I have come across some Catholics who put out statements like “the orthodox don’t venerate St Mary as much as we do”. Considering in the Coptic Orthodox Church we have an entire month dedicated to hymns and praises to the Mother of God, that shoots that comment out of the sky.
Also a couple of people have used the words valid and licit sacraments. Whilst I respect Rome explaining of these things, the orthodox (and hopefully eastern Catholics) don’t use such terminology. Some orthodox will use he term valid however, such as the Coptic orthodox patriarchate of Alexandria. For us oriental orthodox, we officially recognise Roman Catholic sacraments as valid, and we have for a very long time. Where the orthodox disagree is we don’t have a concept of valid but illicit.
I would’ve added this but it appears posts have a 6,000 words restriction.
Further to my previous message:
Postscript: an extract from the Nat Geo report about the Most Holy Virgin Mother relating to Zeitoun/ Zaytoun (I think there truly is so much ignorance by those in Western Catholic Church about the East):
AS THE ONLY WOMAN to have her own sura, or chapter, in the Koran, Mary was chosen by God “above all other women of the world,” for her chastity and obedience. As in the Bible, an angel announces her pregnancy to her in the Muslim holy book. But unlike in the Bible, Mary—Maryam—gives birth alone. There’s no Joseph.
“Mary is the purest and most virtuous of all women in the universe,” says Bakr Zaki Awad, dean of the theology faculty at Al Azhar University, Cairo’s leading theological university.
In Egypt I talked with devout Muslims who, because of their reverence for the Virgin Mary, had no qualms about visiting Christian churches and praying to her in church as well as mosque. One day in Cairo I encountered two young Muslim women in head scarves standing in front of the old Coptic Abu Serga church, built over a cave that is said to have been used by the Holy Family. It was the eve of Coptic Easter, and inside, the congregants chanted and prayed for hours. Outside, the women said they loved Mary from studying her in the Koran.
“Her story tells us a lot of things,” Youra, 21, said. “She is able to face lots of hardships in her life because of her faith, her belief in God.” Youra’s friend, Aya, added, “There’s a sura in her name in the Koran, so we were curious what was going on inside the church.”
I met Nabila Badr, 53, at a Coptic church along the Nile in a part of Cairo called Al Adaweya—one of the many places in Egypt where the Holy Family is said to have stopped. Badr is a married mother of three and an events organizer for the governor of a state near Cairo. Along with her Koran, she carries Christian medals of the Virgin Mary in her purse. In a small room in the back of the church Badr mingled with Coptic Christians praying there, lit candle after candle, bowed, and prayed to an icon of Mary on the wall that was claimed to have once wept tears of oil.
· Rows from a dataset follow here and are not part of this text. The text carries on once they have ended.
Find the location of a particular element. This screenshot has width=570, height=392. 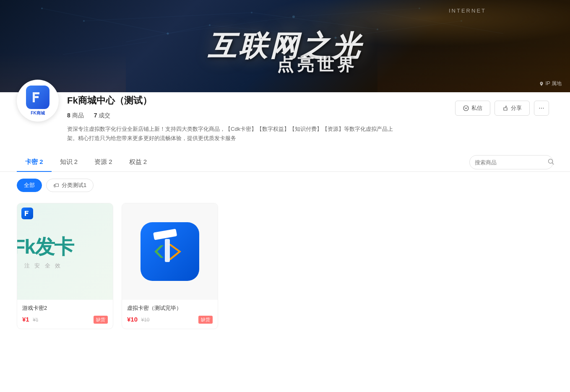

store-description: 资深专注虚拟数字化行业全新店铺上新！支持四大类数字化商品，【Cdk卡密】【数字权… is located at coordinates (231, 134).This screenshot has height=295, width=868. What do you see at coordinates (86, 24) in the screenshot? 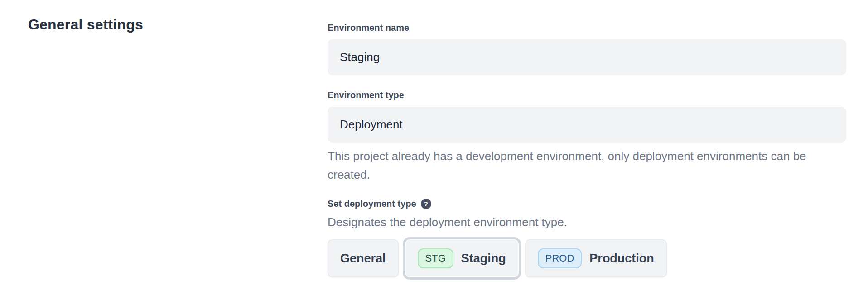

Badr said she talks to Mary about her life and that Mary has answered her several times by showing her visions in dreams that later came true.
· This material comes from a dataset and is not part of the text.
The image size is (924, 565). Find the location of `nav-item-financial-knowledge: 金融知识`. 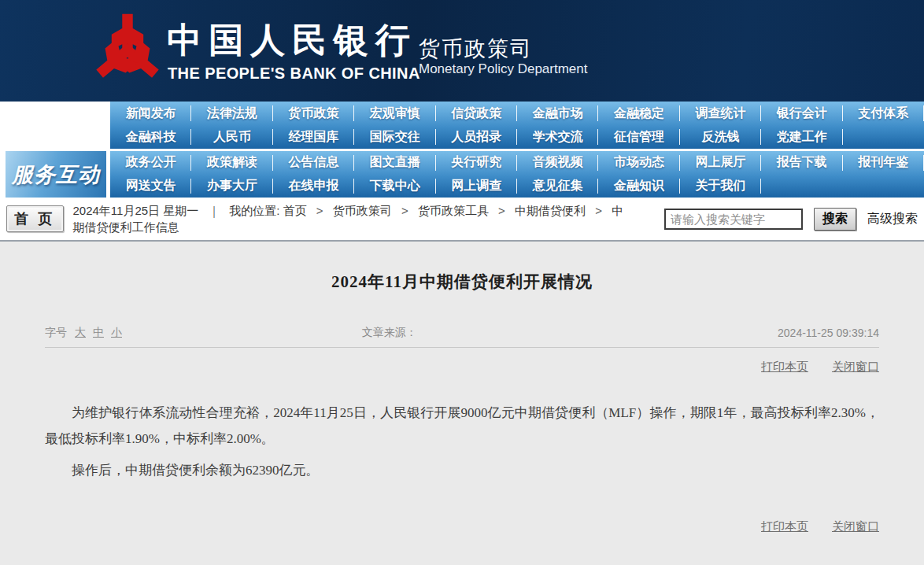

Like many Egyptians, Badr also believes in jinn, or spirits, who influence life for good or bad, although she claims only to have her own angel. “He too believes in the Virgin Mary,” she said. Badr often asks Mary to intercede for her, and she composed a poem to Mary. “When I feel down,” Badr said, “I pray to God very much, but I also consult Mary, and after a while things calm down.”
At St. Mary’s church in Zaytun, a neighborhood in Old Cairo, apparitions of a silent Madonna bathed in white light are said to have appeared at night above the domes of the church for three years, from 1968 to 1971. Glowing white doves sometimes accompanied the apparitions. Yohanna Yassa, a Coptic priest who has ministered at St. Mary’s since 1964, told me that often Muslim women who want to get pregnant come to his church to pray. “Today we had a lady who came for a blessing,” he said. “Mary is calling us spiritually, and because of that, both Muslims and Christians love her and respect her.”